Probabilistic supply-chain forecasting

Lower inventory cost, without lower service.

Wertix forecasts the full distribution of demand for every SKU — not a single guess — then sets the order that meets your target service level at the lowest total cost. Prove the savings on your own sales history before you change a thing.

Upload a CSV. No integration required.

The problem

Spreadsheets and ERP rules quietly overpay.

Most inventory still runs on a point forecast and a fixed cover rule. Both hide the one thing that actually costs money: uncertainty.

  • 01

    A single number hides the risk

    A point forecast can't tell you how likely a stockout is. When demand is uncertain, the average is the one outcome that rarely happens.

  • 02

    Fixed rules over- and under-stock

    A flat “weeks of cover” rule carries dead capital on stable items and starves the volatile ones — the same setting, wrong for almost every SKU.

  • 03

    The real cost stays invisible

    Holding, shortage, and ordering cost are never added up, so no one sees the euros leaking out of the policy each year.

How it works

From demand history to the order you place.

Three steps, one loop. Nothing to re-platform.

  1. 01

    Probabilistic forecast

    Every SKU gets a full demand distribution — a fan of quantiles, not a point. Built on the Nixtla ecosystem (StatsForecast, MLForecast, NeuralForecast), Polars-native. No foundation models.

  2. 02

    Cost-optimal policy

    The engine reads the whole distribution and picks the order that hits your target service level at the lowest total cost — holding, shortage, and ordering, added up.

  3. 03

    Backtest proof

    Replay your own history to see the euros the policy would have saved — the same closed-loop simulation used to score public benchmarks, run on your data.

What you see

The whole fan — and what it saves.

Because Wertix sees the entire distribution, it can hold less safety stock where demand is calm and more where it's spiky — the same service level, lower total cost.

median forecast Illustrative example
history today forecast
Every forecast is a distribution. Inventory decisions read the whole fan — the likely range at 50 / 80 / 95% — not just the middle line.
  • median forecast
  • likely range · 50 / 80 / 95%
  • actual demand
Projected annual inventory cost Illustrative example
Current policy €148,000
With Wertix €121,000
↓ €27,000 Projected saving / year

Your current policy vs. the Wertix policy at the same service level. Example figures — your numbers come from your data.

Why trust it

Proof, not promises.

No black box, no borrowed logos. The method is the pitch.

  • Probabilistic-first

    Every output is a set of quantiles, validated at every data boundary.

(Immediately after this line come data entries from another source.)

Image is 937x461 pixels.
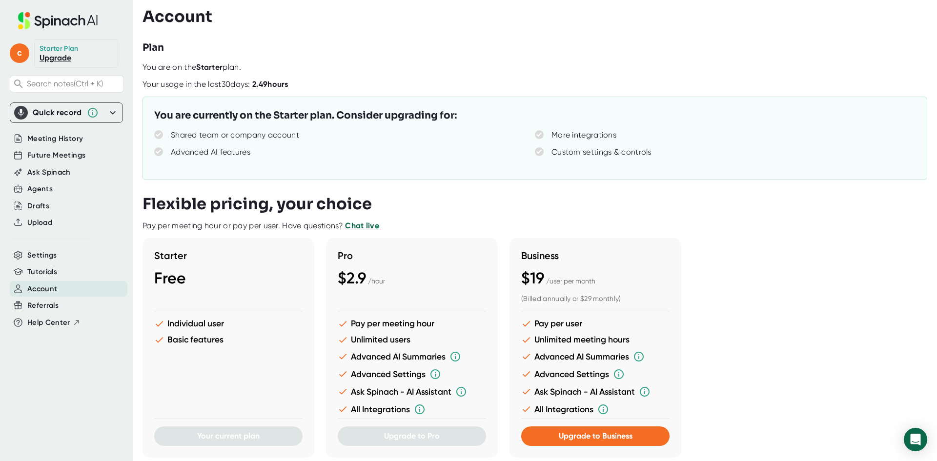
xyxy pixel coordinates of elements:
[521,404,670,415] li: All Integrations
[154,427,303,446] button: Your current plan
[338,427,486,446] button: Upgrade to Pro
[521,269,544,287] span: $19
[521,295,670,304] div: (Billed annually or $29 monthly)
[552,147,652,157] div: Custom settings & controls
[559,431,633,441] span: Upgrade to Business
[143,195,372,213] h3: Flexible pricing, your choice
[27,284,57,295] button: Account
[27,300,59,311] button: Referrals
[27,150,85,161] button: Future Meetings
[154,250,303,262] h3: Starter
[338,369,486,380] li: Advanced Settings
[143,221,379,231] div: Pay per meeting hour or pay per user. Have questions?
[521,369,670,380] li: Advanced Settings
[10,43,29,63] span: c
[143,41,164,55] h3: Plan
[345,221,379,230] a: Chat live
[14,103,119,123] div: Quick record
[197,431,260,441] span: Your current plan
[154,319,303,329] li: Individual user
[27,317,70,328] span: Help Center
[27,167,71,178] button: Ask Spinach
[384,431,440,441] span: Upgrade to Pro
[154,335,303,345] li: Basic features
[521,386,670,398] li: Ask Spinach - AI Assistant
[338,269,366,287] span: $2.9
[143,7,212,26] h3: Account
[27,79,103,88] span: Search notes (Ctrl + K)
[27,266,57,278] button: Tutorials
[904,428,927,451] div: Open Intercom Messenger
[196,62,223,72] b: Starter
[521,250,670,262] h3: Business
[338,335,486,345] li: Unlimited users
[40,44,79,53] div: Starter Plan
[143,80,288,89] div: Your usage in the last 30 days:
[27,217,52,228] button: Upload
[552,130,616,140] div: More integrations
[338,250,486,262] h3: Pro
[368,277,385,285] span: / hour
[33,108,82,118] div: Quick record
[154,269,186,287] span: Free
[27,184,53,195] button: Agents
[143,62,241,72] span: You are on the plan.
[338,351,486,363] li: Advanced AI Summaries
[40,53,71,62] a: Upgrade
[27,133,83,144] button: Meeting History
[338,319,486,329] li: Pay per meeting hour
[521,335,670,345] li: Unlimited meeting hours
[521,351,670,363] li: Advanced AI Summaries
[521,427,670,446] button: Upgrade to Business
[171,147,250,157] div: Advanced AI features
[27,317,81,328] button: Help Center
[338,386,486,398] li: Ask Spinach - AI Assistant
[171,130,299,140] div: Shared team or company account
[521,319,670,329] li: Pay per user
[546,277,595,285] span: / user per month
[27,250,57,261] button: Settings
[252,80,288,89] b: 2.49 hours
[154,108,457,123] h3: You are currently on the Starter plan. Consider upgrading for:
[27,201,49,212] button: Drafts
[338,404,486,415] li: All Integrations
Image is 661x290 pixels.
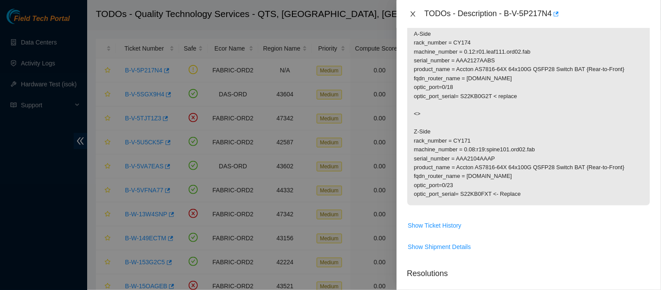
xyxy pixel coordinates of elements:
[408,220,461,230] span: Show Ticket History
[409,10,416,17] span: close
[407,239,471,253] button: Show Shipment Details
[407,260,650,279] p: Resolutions
[408,242,471,251] span: Show Shipment Details
[407,10,419,18] button: Close
[424,7,650,21] div: TODOs - Description - B-V-5P217N4
[407,218,462,232] button: Show Ticket History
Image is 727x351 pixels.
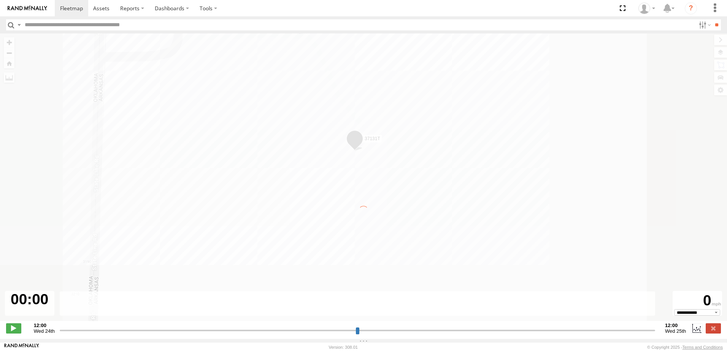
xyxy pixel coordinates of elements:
[665,323,686,328] strong: 12:00
[34,323,55,328] strong: 12:00
[6,323,21,333] label: Play/Stop
[636,3,658,14] div: Dwight Wallace
[4,344,39,351] a: Visit our Website
[16,19,22,30] label: Search Query
[682,345,723,350] a: Terms and Conditions
[674,292,721,309] div: 0
[329,345,358,350] div: Version: 308.01
[34,328,55,334] span: Wed 24th
[647,345,723,350] div: © Copyright 2025 -
[8,6,47,11] img: rand-logo.svg
[685,2,697,14] i: ?
[665,328,686,334] span: Wed 25th
[706,323,721,333] label: Close
[696,19,712,30] label: Search Filter Options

Decisions consume the distribution, not a rounded average.

  • Decisions priced in euros

    The policy is chosen by total cost — holding plus shortage plus ordering — not by forecast error alone.

  • Backtest-verified

    A closed-loop replay shows the cost the policy would have incurred on real history, before you commit to it.

  • Open-source foundations

    Built on the Nixtla forecasting stack and Polars. Reproducible runs, no foundation-model magic.

Start free

See what your own history says.

Upload a CSV of your sales. Get a forecastability report — how predictable each SKU is — and a labeled estimate of the euros your current policy is wasting each year. No integration, no sales call.

The estimate is exactly that — an estimate, with its assumptions shown.